Saturday, November 17, 2007

National Review Online on 'Modest Proposals'

Emily Karr writes of the seminar I co-organized:

Far from being a nest of clucking prudes deriding the indiscretions of “kids these days,” these women were concerned about the waves of depression and sexually transmitted disease that are sweeping over our young women. They placed their disapproval not upon the girls so much as the school systems and parents that failed to teach them the buzz about the birds and the bees, and called upon college students to expose incidences of these prejudices in universities so that they could be reversed.

Grossman, who has devoted her life to university health, had the most stirring condemnations for the collegiate sex educators. She warned that despite their claims of neutrality, policies towards sex on campus were anything but neutral. Built-in assumptions that experimentation with sex is always beneficial and that youth are going to be sexually active no matter what warp the effectiveness of campus sexual-health programs. At my pre-college physical, my pediatrician began to write me a prescription for birth control without even asking, assuming it was routine for such a visit. My own experience at a university hospital forced me to deny sexual activity no less than four times. After they removed my mother from the room to ask me again, still squinting at me with suspicion, I was about ready to pitch the bedpan at the attending doctor’s head. What does it say to a college freshman struggling to be abstinent when physicians treat an 18-year-old virgin with the same mixture of curiosity and revulsion that they would the Elephant Man?

While those assumptions may encourage doctors to uncover the truth of sexual activity in some shyer girl, these presuppositions do more harm than merely isolating the chaste — they conveniently silence mounting scientific evidence that might convince girls to put their clothes back on. The biochemistry of post-coital attachment, the increased vulnerability of women to STDs, the risks inherent in so-called safer-sex programs — all of these go unmentioned in the clinics. ...

... As the panel neared its end, Eden pondered aloud that even though she had not planned on starting a “modesty movement,” one seemed to be organically sprouting up with the advent of all of these books and groups.

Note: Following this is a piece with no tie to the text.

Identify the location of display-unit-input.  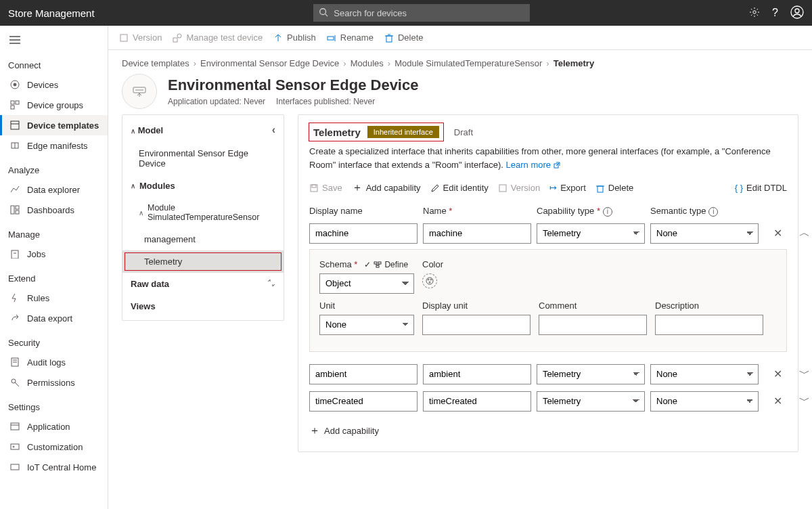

And with the founding of each group and the publishing of each book, letters and e-mails pour in, saying, “I thought I was the only one!” Each speaker was optimistic that the emptiness of the hookup culture could be effectively combated, because all signs point to a silent majority of women desiring to unhook themselves from its claws.
 [Read the full article.]
AND ANOTHER THING: Watch this space for video of "Modest Proposals," coming on Monday.